Did the DEA come to the conclusion that these “steroid injections” … “were neither reasonable nor medically necessary – is this because both the FDA and Upjohn the pharma that produced a particular steroid that is used in Epidural Spinal Injection (ESI) does not recommend this medication be used in ESI application. but this article only stated that the pts were given steroid injections – could have also been a MI injection…
According to this, Dr Lee’s practice provided — Anesthesiology Other Specialty Pain Management Physical Medicine & Rehabilitation
https://doctor.webmd.com/doctor/john-lee-739f6de0-601a-45e9-805f-d8d09b224e3c-overview
Does this all mean that all “pain clinics” could end up being a target of the DEA … if they win their case against Dr Lee ? It is reported that there are abt 10 million ESI injections each year at $1000 – $3000 each. This means that this market is worth 10 – 30 billion a year.
How many pts did Dr. Lee have and/or how many pts did he treat each month ? So many unknowns and/or facts that the DEA is not sharing – at this time.
A Peters Township doctor was indicted on federal charges this week and accused of supplying unnecessary painkillers and steroid injections to several patients for more than four years at his South Hills clinic.
The 242-count indictment against John Keun Sang Lee accuses him of providing painkillers to five people on multiple occasions between May 2016 and last October, while also billing medical insurers for unneeded injections during that time period.
In the indictment, Lee, 78, of 125 Froebe Road, Venetia, allegedly offered various Schedule II prescription drugs “outside the usual course of professional practice and not for a legitimate medical purpose” to the patients.

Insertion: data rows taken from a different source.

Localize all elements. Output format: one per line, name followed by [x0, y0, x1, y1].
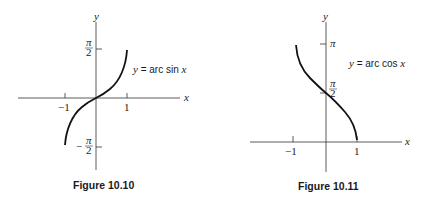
equation-label: y = arc sin x [132, 63, 187, 75]
x-tick-label-neg1: −1 [285, 145, 297, 157]
equation-label: y = arc cos x [348, 57, 405, 69]
figure-arccos: x y −1 1 π π 2 y = arc cos x Figure 10.1… [250, 10, 410, 192]
x-axis-label: x [404, 135, 410, 147]
y-axis-label: y [93, 10, 99, 22]
y-tick-label-neg-pi-half: − π 2 [76, 134, 93, 156]
y-tick-label-pi-half: π 2 [85, 36, 93, 58]
figure-caption: Figure 10.10 [73, 179, 134, 191]
arccos-curve [296, 45, 357, 140]
figures-canvas: x y −1 1 π 2 − π 2 y = arc sin x Figure … [0, 0, 421, 201]
y-axis-label: y [322, 10, 328, 22]
y-tick-label-pi: π [330, 37, 336, 49]
x-tick-label-pos1: 1 [124, 101, 130, 113]
svg-text:−: − [76, 140, 82, 152]
x-tick-label-pos1: 1 [354, 145, 360, 157]
svg-text:2: 2 [86, 46, 92, 58]
x-tick-label-neg1: −1 [58, 101, 70, 113]
svg-text:2: 2 [86, 144, 92, 156]
figure-caption: Figure 10.11 [298, 180, 359, 192]
x-axis-label: x [183, 91, 189, 103]
figure-arcsin: x y −1 1 π 2 − π 2 y = arc sin x Figure … [18, 10, 189, 191]
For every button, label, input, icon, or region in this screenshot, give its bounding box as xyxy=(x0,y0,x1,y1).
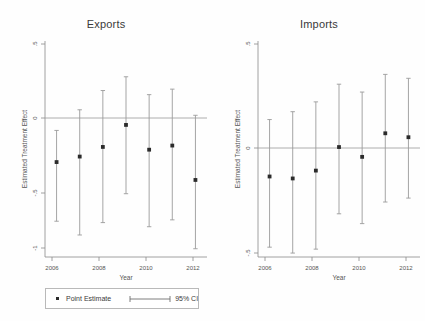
y-axis-title-imports: Estimated Treatment Effect xyxy=(234,110,241,188)
point-estimate-marker xyxy=(360,155,364,159)
x-ticks-imports: 2006 2008 2010 2012 xyxy=(258,257,413,271)
x-tick-label: 2008 xyxy=(92,265,106,271)
x-ticks-exports: 2006 2008 2010 2012 xyxy=(45,257,200,271)
plot-area-exports: .5 0 -.5 -1 Estimated Treatment Effect 2… xyxy=(0,0,212,321)
point-estimate-marker xyxy=(101,145,105,149)
x-axis-title-imports: Year xyxy=(332,274,346,281)
point-estimate-marker xyxy=(194,178,198,182)
point-estimate-marker xyxy=(55,160,59,164)
y-ticks-exports: .5 0 -.5 -1 xyxy=(32,41,45,251)
point-estimate-marker-icon xyxy=(53,297,62,300)
legend-label-ci: 95% CI xyxy=(175,295,198,302)
x-tick-label: 2010 xyxy=(352,265,366,271)
x-axis-title-exports: Year xyxy=(119,274,133,281)
x-tick-label: 2012 xyxy=(186,265,200,271)
point-estimate-marker xyxy=(170,144,174,148)
point-estimate-marker xyxy=(337,145,341,149)
point-estimate-marker xyxy=(124,123,128,127)
point-estimate-marker xyxy=(147,148,151,152)
point-estimate-marker xyxy=(78,155,82,159)
y-ticks-imports: .5 0 -.5 xyxy=(245,41,258,257)
x-tick-label: 2012 xyxy=(399,265,413,271)
point-estimate-marker xyxy=(383,131,387,135)
figure-canvas: Exports .5 0 -.5 -1 Es xyxy=(0,0,425,321)
legend-exports: Point Estimate 95% CI xyxy=(45,288,199,309)
exports-data-series xyxy=(54,77,197,249)
y-tick-label: 0 xyxy=(245,146,251,150)
panel-imports: Imports .5 0 -.5 Estimated Treatment Eff… xyxy=(213,0,425,321)
ci-bar-icon xyxy=(129,295,171,303)
point-estimate-marker xyxy=(268,175,272,179)
x-tick-label: 2008 xyxy=(305,265,319,271)
legend-item-ci: 95% CI xyxy=(111,295,198,303)
x-tick-label: 2006 xyxy=(45,265,59,271)
x-tick-label: 2010 xyxy=(139,265,153,271)
plot-area-imports: .5 0 -.5 Estimated Treatment Effect 2006… xyxy=(213,0,425,321)
x-tick-label: 2006 xyxy=(258,265,272,271)
y-tick-label: .5 xyxy=(245,41,251,47)
imports-svg: .5 0 -.5 Estimated Treatment Effect 2006… xyxy=(213,0,425,321)
y-tick-label: 0 xyxy=(32,116,38,120)
y-tick-label: -1 xyxy=(32,245,38,251)
y-axis-title-exports: Estimated Treatment Effect xyxy=(21,110,28,188)
point-estimate-marker xyxy=(407,135,411,139)
y-tick-label: .5 xyxy=(32,41,38,47)
imports-data-series xyxy=(267,74,410,253)
y-tick-label: -.5 xyxy=(245,249,251,257)
legend-item-point-estimate: Point Estimate xyxy=(46,295,111,302)
legend-label-point-estimate: Point Estimate xyxy=(66,295,111,302)
point-estimate-marker xyxy=(291,177,295,181)
point-estimate-marker xyxy=(314,169,318,173)
y-tick-label: -.5 xyxy=(32,189,38,197)
exports-svg: .5 0 -.5 -1 Estimated Treatment Effect 2… xyxy=(0,0,212,321)
panel-exports: Exports .5 0 -.5 -1 Es xyxy=(0,0,212,321)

He faces one count for each of the 241 prescriptions he wrote for more than four years. In many cases, the five patients received nearly 100 opioid pills at a time each month.
The other charge accuses Lee of providing steroid injections that “were neither reasonable nor medically necessary,” but he charged Medicare and Medicaid for the procedures in attempt to defraud the health care programs, according to court documents.
The indictment also claims Lee performed the injections “directly against the patient’s express wishes” at times. Those injections increased his revenue, the indictment alleges, and he also paid bonuses to employees if they brought referrals.
Lee operated the Jefferson Pain and Rehabilitation Clinic at 4735 Clairton Blvd. in Whitehall Township.
The federal grand jury in Pittsburgh handed down the indictment Wednesday and it was made public Thursday. No attorney was listed for Lee as of Friday afternoon.